Bossuet and Fenelon as Tutors to French Royalty
The Dauphin and the Duke of Burgundy were well instructed, writes M.L. Clarke, and Burgundy might have become a credit to his teacher.
The Dauphin and the Duke of Burgundy were well instructed, writes M.L. Clarke, and Burgundy might have become a credit to his teacher.
Few European royals, male or female, writes M.L. Clarke, have enjoyed a better education than Christina.
Over four centuries the University of Padua attracted a large number of foreign students, writes Alan Haynes, among whom the English were prominent.
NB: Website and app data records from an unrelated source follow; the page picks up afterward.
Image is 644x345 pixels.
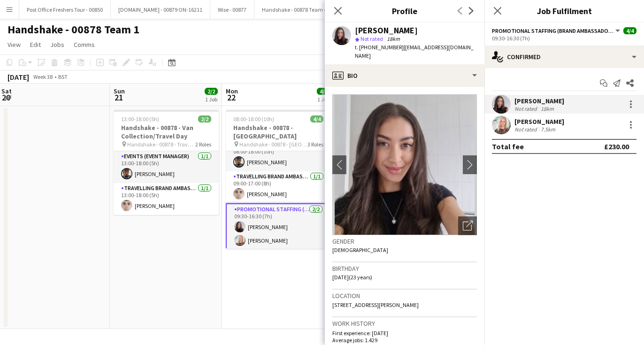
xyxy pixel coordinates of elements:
[360,35,383,42] span: Not rated
[307,141,323,148] span: 3 Roles
[239,141,307,148] span: Handshake - 00878 - [GEOGRAPHIC_DATA]
[226,139,331,171] app-card-role: Events (Event Manager)1/108:00-18:00 (10h)[PERSON_NAME]
[332,237,477,245] h3: Gender
[385,35,402,42] span: 18km
[514,97,564,105] div: [PERSON_NAME]
[355,44,403,51] span: t. [PHONE_NUMBER]
[8,72,29,82] div: [DATE]
[226,110,331,249] app-job-card: 08:00-18:00 (10h)4/4Handshake - 00878 - [GEOGRAPHIC_DATA] Handshake - 00878 - [GEOGRAPHIC_DATA]3 ...
[226,87,238,95] span: Mon
[492,27,614,34] span: Promotional Staffing (Brand Ambassadors)
[332,291,477,300] h3: Location
[70,38,99,51] a: Comms
[514,117,564,126] div: [PERSON_NAME]
[332,274,372,281] span: [DATE] (23 years)
[492,27,622,34] button: Promotional Staffing (Brand Ambassadors)
[113,123,219,140] h3: Handshake - 00878 - Van Collection/Travel Day
[113,183,219,215] app-card-role: Travelling Brand Ambassador1/113:00-18:00 (5h)[PERSON_NAME]
[50,40,64,49] span: Jobs
[8,22,139,37] h1: Handshake - 00878 Team 1
[332,246,388,254] span: [DEMOGRAPHIC_DATA]
[255,0,334,19] button: Handshake - 00878 Team 4
[332,319,477,328] h3: Work history
[198,115,211,122] span: 2/2
[226,123,331,140] h3: Handshake - 00878 - [GEOGRAPHIC_DATA]
[539,105,555,112] div: 18km
[332,336,477,344] p: Average jobs: 1.429
[325,64,484,87] div: Bio
[113,87,125,95] span: Sun
[58,73,67,80] div: BST
[355,44,474,59] span: | [EMAIL_ADDRESS][DOMAIN_NAME]
[8,40,21,49] span: View
[195,141,211,148] span: 2 Roles
[317,88,330,95] span: 4/4
[539,126,557,133] div: 7.5km
[30,40,41,49] span: Edit
[484,5,644,17] h3: Job Fulfilment
[4,38,24,51] a: View
[514,105,539,112] div: Not rated
[127,141,195,148] span: Handshake - 00878 - Travel Day
[224,92,238,103] span: 22
[31,73,55,80] span: Week 38
[492,142,524,151] div: Total fee
[113,151,219,183] app-card-role: Events (Event Manager)1/113:00-18:00 (5h)[PERSON_NAME]
[355,26,418,35] div: [PERSON_NAME]
[226,171,331,203] app-card-role: Travelling Brand Ambassador1/109:00-17:00 (8h)[PERSON_NAME]
[310,115,323,122] span: 4/4
[205,96,217,103] div: 1 Job
[112,92,125,103] span: 21
[514,126,539,133] div: Not rated
[121,115,159,122] span: 13:00-18:00 (5h)
[113,110,219,215] app-job-card: 13:00-18:00 (5h)2/2Handshake - 00878 - Van Collection/Travel Day Handshake - 00878 - Travel Day2 ...
[74,40,95,49] span: Comms
[317,96,330,103] div: 1 Job
[1,87,12,95] span: Sat
[233,115,274,122] span: 08:00-18:00 (10h)
[484,45,644,68] div: Confirmed
[332,330,477,336] p: First experience: [DATE]
[623,27,636,34] span: 4/4
[492,35,636,42] div: 09:30-16:30 (7h)
[46,38,68,51] a: Jobs
[604,142,629,151] div: £230.00
[332,94,477,235] img: Crew avatar or photo
[332,264,477,273] h3: Birthday
[26,38,44,51] a: Edit
[111,0,210,19] button: [DOMAIN_NAME] - 00879 ON-16211
[210,0,255,19] button: Wise - 00877
[226,203,331,251] app-card-role: Promotional Staffing (Brand Ambassadors)2/209:30-16:30 (7h)[PERSON_NAME][PERSON_NAME]
[19,0,111,19] button: Post Office Freshers Tour - 00850
[325,5,484,17] h3: Profile
[205,88,218,95] span: 2/2
[332,301,419,308] span: [STREET_ADDRESS][PERSON_NAME]
[458,216,477,235] div: Open photos pop-in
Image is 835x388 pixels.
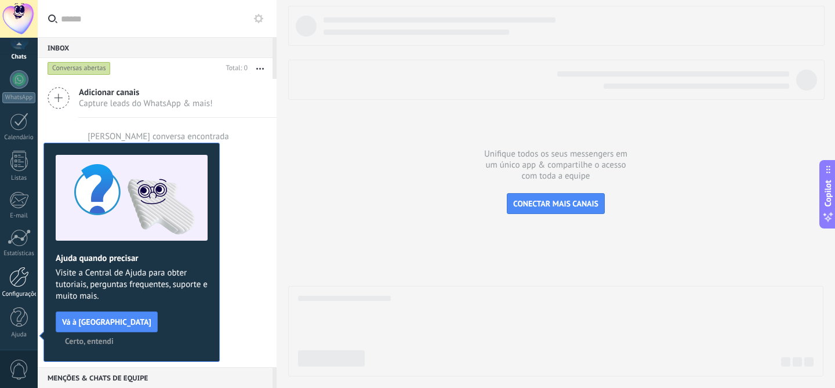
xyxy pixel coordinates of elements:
span: CONECTAR MAIS CANAIS [513,198,598,209]
span: Vá à [GEOGRAPHIC_DATA] [62,318,151,326]
div: Inbox [38,37,272,58]
div: Chats [2,53,36,61]
div: Ajuda [2,331,36,338]
div: Menções & Chats de equipe [38,367,272,388]
div: WhatsApp [2,92,35,103]
div: E-mail [2,212,36,220]
div: Conversas abertas [48,61,111,75]
span: Adicionar canais [79,87,213,98]
div: Listas [2,174,36,182]
div: Calendário [2,134,36,141]
div: Configurações [2,290,36,298]
button: Vá à [GEOGRAPHIC_DATA] [56,311,158,332]
span: Copilot [822,180,833,206]
span: Visite a Central de Ajuda para obter tutoriais, perguntas frequentes, suporte e muito mais. [56,267,207,302]
button: CONECTAR MAIS CANAIS [507,193,604,214]
div: [PERSON_NAME] conversa encontrada [88,131,229,142]
span: Capture leads do WhatsApp & mais! [79,98,213,109]
h2: Ajuda quando precisar [56,253,207,264]
div: Estatísticas [2,250,36,257]
span: Certo, entendi [65,337,114,345]
button: Certo, entendi [60,332,119,349]
div: Total: 0 [221,63,247,74]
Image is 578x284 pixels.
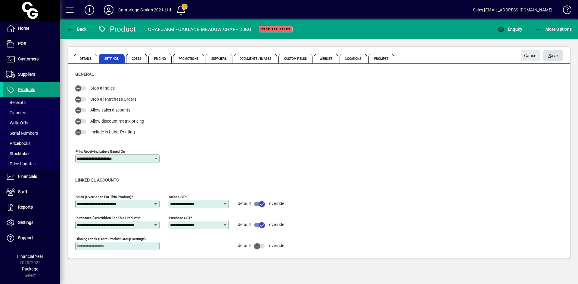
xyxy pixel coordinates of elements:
[18,72,35,77] span: Suppliers
[497,27,522,32] span: Enquiry
[6,141,30,146] span: Pricebooks
[3,169,60,185] a: Financials
[90,97,136,102] span: Stop all Purchase Orders
[6,151,30,156] span: Stocktakes
[169,195,185,199] mat-label: Sales GST
[3,98,60,108] a: Receipts
[18,87,35,92] span: Products
[3,21,60,36] a: Home
[3,159,60,169] a: Price Updates
[173,54,204,64] span: Promotions
[76,195,131,199] mat-label: Sales (overridden for this product)
[269,243,284,248] span: override
[18,26,29,31] span: Home
[18,220,33,225] span: Settings
[3,36,60,51] a: POS
[80,5,99,15] button: Add
[90,86,115,91] span: Stop all sales
[238,222,251,227] span: default
[74,54,97,64] span: Details
[3,200,60,215] a: Reports
[269,201,284,206] span: override
[206,54,232,64] span: Suppliers
[126,54,147,64] span: Costs
[76,216,139,220] mat-label: Purchases (overridden for this product)
[314,54,338,64] span: Website
[18,205,33,210] span: Reports
[60,24,93,35] app-page-header-button: Back
[18,57,39,61] span: Customers
[18,236,33,240] span: Support
[169,216,191,220] mat-label: Purchase GST
[269,222,284,227] span: override
[98,24,136,34] div: Product
[238,201,251,206] span: default
[99,54,125,64] span: Settings
[18,190,27,194] span: Staff
[90,119,144,124] span: Allow discount matrix pricing
[67,27,87,32] span: Back
[22,267,38,272] span: Package
[278,54,312,64] span: Custom Fields
[90,130,135,135] span: Include in Label Printing
[548,51,558,61] span: ave
[65,24,88,35] button: Back
[76,237,146,241] mat-label: Closing stock (from product group settings)
[548,53,551,58] span: S
[496,24,524,35] button: Enquiry
[17,254,43,259] span: Financial Year
[90,108,130,113] span: Allow sales discounts
[534,24,573,35] button: More Options
[340,54,367,64] span: Locations
[6,162,36,166] span: Price Updates
[543,50,563,61] button: Save
[521,50,540,61] button: Cancel
[3,138,60,149] a: Pricebooks
[234,54,277,64] span: Documents / Images
[524,51,537,61] span: Cancel
[558,1,570,21] a: Knowledge Base
[6,131,38,136] span: Serial Numbers
[118,5,171,15] div: Cambridge Grains 2021 Ltd
[6,121,28,126] span: Write Offs
[3,231,60,246] a: Support
[3,108,60,118] a: Transfers
[3,128,60,138] a: Serial Numbers
[368,54,394,64] span: Prompts
[3,67,60,82] a: Suppliers
[148,25,251,34] div: CHAFOAKM - OAKLANE MEADOW CHAFF 20KG
[18,41,26,46] span: POS
[76,149,125,154] mat-label: Print Receiving Labels Based On
[535,27,572,32] span: More Options
[3,52,60,67] a: Customers
[3,185,60,200] a: Staff
[3,216,60,231] a: Settings
[261,27,290,31] span: Stop all sales
[3,149,60,159] a: Stocktakes
[6,100,26,105] span: Receipts
[75,72,94,77] span: General
[473,5,552,15] div: Sales [EMAIL_ADDRESS][DOMAIN_NAME]
[238,243,251,248] span: default
[18,174,37,179] span: Financials
[75,178,119,183] span: Linked GL accounts
[3,118,60,128] a: Write Offs
[99,5,118,15] button: Profile
[6,110,27,115] span: Transfers
[148,54,172,64] span: Pricing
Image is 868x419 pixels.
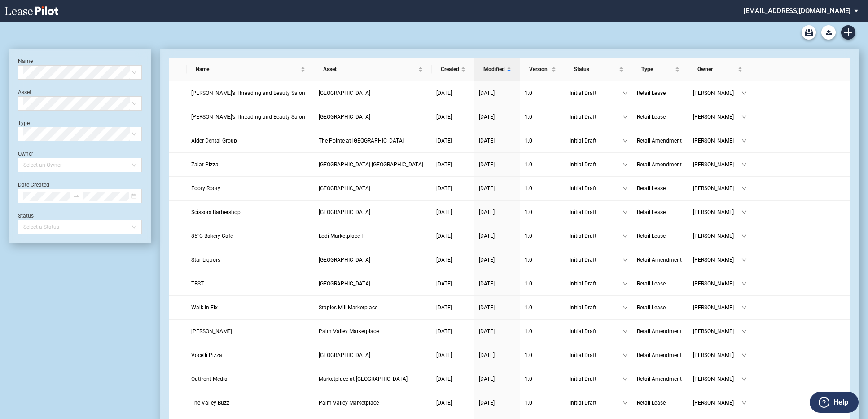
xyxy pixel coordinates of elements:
span: Retail Amendment [637,376,682,382]
span: Marketplace at Buckhead [319,376,408,382]
a: [DATE] [479,88,516,97]
span: [DATE] [479,400,494,406]
span: [DATE] [436,232,452,239]
a: [DATE] [436,232,470,241]
span: down [742,281,747,287]
span: Initial Draft [570,184,622,192]
button: Download Blank Form [821,25,836,39]
span: 1 . 0 [525,304,533,311]
span: [PERSON_NAME] [693,136,742,145]
a: Marketplace at [GEOGRAPHIC_DATA] [319,374,428,383]
span: [DATE] [479,185,494,192]
a: [GEOGRAPHIC_DATA] [319,112,428,122]
a: [DATE] [436,160,470,169]
a: Alder Dental Group [191,136,310,145]
span: [DATE] [436,352,452,358]
label: Owner [18,151,33,157]
a: [DATE] [479,398,516,407]
span: Retail Lease [637,304,666,311]
span: Retail Lease [637,113,666,120]
a: [DATE] [479,279,516,288]
th: Created [432,57,474,82]
span: 1 . 0 [525,257,533,263]
span: 1 . 0 [525,209,533,215]
a: [DATE] [436,398,470,407]
span: [DATE] [479,137,494,144]
a: 1.0 [525,112,561,122]
a: Palm Valley Marketplace [319,327,428,336]
a: [DATE] [479,327,516,336]
a: Retail Amendment [637,255,684,264]
span: Outfront Media [191,376,227,382]
span: [DATE] [479,209,494,215]
a: Retail Lease [637,398,684,407]
span: [DATE] [479,90,494,96]
span: [PERSON_NAME] [693,88,742,97]
a: Footy Rooty [191,184,310,192]
span: Initial Draft [570,351,622,360]
span: swap-right [73,192,79,199]
a: [DATE] [479,136,516,145]
span: [DATE] [436,209,452,215]
a: [PERSON_NAME]’s Threading and Beauty Salon [191,112,310,122]
span: 1 . 0 [525,137,533,144]
a: 1.0 [525,374,561,383]
a: [GEOGRAPHIC_DATA] [319,279,428,288]
span: 1 . 0 [525,352,533,358]
th: Status [565,57,632,82]
a: [GEOGRAPHIC_DATA] [GEOGRAPHIC_DATA] [319,160,428,169]
span: [PERSON_NAME] [693,374,742,383]
span: [PERSON_NAME] [693,279,742,288]
a: [GEOGRAPHIC_DATA] [319,207,428,217]
span: down [622,328,628,334]
span: Bella Luna [191,328,232,334]
span: down [622,400,628,406]
a: Retail Lease [637,88,684,97]
a: Retail Lease [637,112,684,122]
span: Retail Lease [637,232,666,239]
span: [DATE] [479,281,494,287]
span: Initial Draft [570,207,622,217]
a: [DATE] [479,160,516,169]
span: Initial Draft [570,303,622,312]
span: Initial Draft [570,398,622,407]
a: 1.0 [525,136,561,145]
span: Oak Park Plaza [319,257,370,263]
span: down [742,377,747,382]
a: Retail Lease [637,184,684,192]
span: Initial Draft [570,374,622,383]
span: Owner [697,65,737,73]
span: down [622,209,628,215]
span: down [742,138,747,143]
a: [DATE] [436,136,470,145]
span: down [622,352,628,357]
span: down [742,186,747,191]
a: Retail Lease [637,207,684,217]
span: Vocelli Pizza [191,352,222,358]
span: down [622,186,628,191]
a: Retail Lease [637,232,684,241]
span: [DATE] [436,137,452,144]
span: Initial Draft [570,255,622,264]
span: Modified [484,65,505,73]
span: 1 . 0 [525,113,533,120]
a: [DATE] [479,112,516,122]
span: 1 . 0 [525,162,533,167]
span: Retail Amendment [637,257,682,263]
span: [DATE] [436,400,452,406]
a: Vocelli Pizza [191,351,310,360]
span: Zalat Pizza [191,162,219,167]
span: Cinco Ranch [319,185,370,192]
a: 1.0 [525,303,561,312]
span: Retail Amendment [637,137,682,144]
span: 1 . 0 [525,328,533,334]
a: Retail Lease [637,303,684,312]
a: 1.0 [525,398,561,407]
a: [PERSON_NAME]’s Threading and Beauty Salon [191,88,310,97]
span: Staples Mill Marketplace [319,304,378,311]
a: The Pointe at [GEOGRAPHIC_DATA] [319,136,428,145]
th: Modified [474,57,520,82]
a: [DATE] [436,303,470,312]
span: [PERSON_NAME] [693,184,742,192]
span: Palm Valley Marketplace [319,400,379,406]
Courtney Dainton describes how the enquiring middle class trained at the grammar schools of the late fourteenth and early fifteenth centuries went on to influence late medieval English society.
William Cobbett, English political reformer, was himself was largely self-educated. Molly Townsend describes how he regarded contemporary schooling as ‘a melancholy thing to behold’.
Trevor Fawcett describes how courses of public lectures provided some of the knowledge of science omitted from a gentleman’s education.
L. Curtis Musgrave describes how willingness among medieval students to battle for their rights’ that, during the course of years, helped to shape the modern university system.
Pepys hoped that his library would remain intact for the benefit of future ages. R.W. Ladborough describes how the diarist's hopes were realized; and the collection of books that he left behind him forms an impressive memorial to his rich and diverse personality.
Between the coming of St. Patrick and the arrival of the Normans art, literature and religion flourished in a country that had no organised central government.
Simonds D’Ewes’ record of his personal experiences gives us a vivid picture of University life at the beginning of the seventeenth century, as seen by a devout young Protestant with “an insatiable appetite for sermons.” By Meyrick H. Carré.